Monday, Dec. 20, 1943
Night on Bougainville
The bald communique from Bougainville said: "Our ground forces enlarged their perimeter. ..." From that bleached and pickled bit of news, one Marine, back in Washington from the beachhead on Empress Augusta Bay, reconstructed a nightmare narrative. The story of stocky, red-haired Technical Sergeant Harold Azine, in civilian life a radio-program director, on Bougainville a combat correspondent:
Into the Jungle. One night, early in the Empress Augusta Bay operation, Sergeant Azine's company slipped into the jungle to hold a "road-block," an outpost guarding the approach to the Marines' beachhead. Miasmal swamp and forest hemmed the area. Most of the company bivouacked smack on the trail. Flank units took position in the jungle; they alone might use firearms, because they alone could shoot without danger of hitting their comrades. Marines on the trail were limited to knives, entrenching tools, fists, or any weapon that would do a job silently.
The men had to be in foxholes at dark, between 6:30 and 7 o'clock. They could not smoke, talk or leave their stations until daybreak. Anything that moved in the bivouac area after dark would be killed. As they dug in, rain fell--the heavy, soaking, almost unbelievable rain of Bougainville that swiftly rots clothes and bodies--and turned the foxholes into sticky beds of mud.
Out of Darkness. Related Sergeant Azine: "About 8 o'clock we got our first sign of the enemy. He started throwing mortar shells at us, without damage. We had been told we could expect Japs in person next. Our fellows on the fringes began firing Tommy guns and rifles. Some of it was jitters but some was Japs, too.
"They'd come sliding right up to our positions. We could hear them signaling with bamboo sticks: 'tap-tap-tap-tap,' then a pause, and then 'tap-tap.' Then a grenade would land somewhere near by so when we heard the tappings, we'd just pray that the next one wasn't for us.

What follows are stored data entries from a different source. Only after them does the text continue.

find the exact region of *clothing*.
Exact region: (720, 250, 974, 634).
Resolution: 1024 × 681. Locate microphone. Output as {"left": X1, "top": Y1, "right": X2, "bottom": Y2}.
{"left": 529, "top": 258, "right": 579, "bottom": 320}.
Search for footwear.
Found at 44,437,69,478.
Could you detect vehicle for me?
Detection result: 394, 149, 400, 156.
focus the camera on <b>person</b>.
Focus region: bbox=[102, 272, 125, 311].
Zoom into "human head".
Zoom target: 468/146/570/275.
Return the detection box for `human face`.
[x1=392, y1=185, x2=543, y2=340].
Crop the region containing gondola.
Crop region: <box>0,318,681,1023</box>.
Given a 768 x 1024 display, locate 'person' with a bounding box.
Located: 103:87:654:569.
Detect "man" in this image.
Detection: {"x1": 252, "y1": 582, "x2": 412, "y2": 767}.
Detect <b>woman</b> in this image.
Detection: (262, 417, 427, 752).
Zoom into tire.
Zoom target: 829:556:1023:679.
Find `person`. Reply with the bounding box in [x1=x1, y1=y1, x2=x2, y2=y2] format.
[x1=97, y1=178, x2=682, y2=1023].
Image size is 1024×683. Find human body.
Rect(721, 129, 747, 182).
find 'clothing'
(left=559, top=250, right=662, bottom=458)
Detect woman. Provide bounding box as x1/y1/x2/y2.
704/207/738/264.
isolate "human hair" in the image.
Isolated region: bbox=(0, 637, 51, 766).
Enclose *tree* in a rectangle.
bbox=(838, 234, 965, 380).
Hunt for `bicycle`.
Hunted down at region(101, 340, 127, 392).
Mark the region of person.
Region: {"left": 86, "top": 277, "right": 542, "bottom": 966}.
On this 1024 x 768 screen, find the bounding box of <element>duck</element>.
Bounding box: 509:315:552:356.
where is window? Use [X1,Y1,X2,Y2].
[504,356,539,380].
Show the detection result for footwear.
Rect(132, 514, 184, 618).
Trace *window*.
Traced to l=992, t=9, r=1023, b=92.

"The Jap grenade is different from ours. To arm it, they pull a pin but then they have to strike the grenade on something solid a couple of times to set off the fuse. They usually knock it on their helmets or rifle butts. They got so close to us at times, we could hear them pull the pin, bang the damn things on their helmets 'klunk-klunk'; and then 'WHAM!' "
Toward Rabaul. The strain that night--the darkness, the tense waiting, the ban on talk, the weird jungle sounds--made the toughest leathernecks say they never wanted to go through it again. Japs got close enough to be smelled. Within 50 feet of one U.S. foxhole, 16 grenades fell. Once Sergeant Azine, dozing, was unintentionally kicked by a buddy; he snapped awake, grabbed his fellow Corpsman by the throat, had his trench knife poised for a thrust before he realized it was not a Jap.
This kind of fighting wrenched the jungle from the Jap, slowly enlarged the Empress Augusta Bay beachhead. Now, after six weeks of fighting, it runs roughly 10,000 yards along the shore, 8,000 yards inland. Last week came the announcement that U.S. engineers had completed a runway within the beachhead. The Allied command could now count on better fighter cover for air and sea attacks on Rabaul, the Jap Southwest Pacific strongpoint.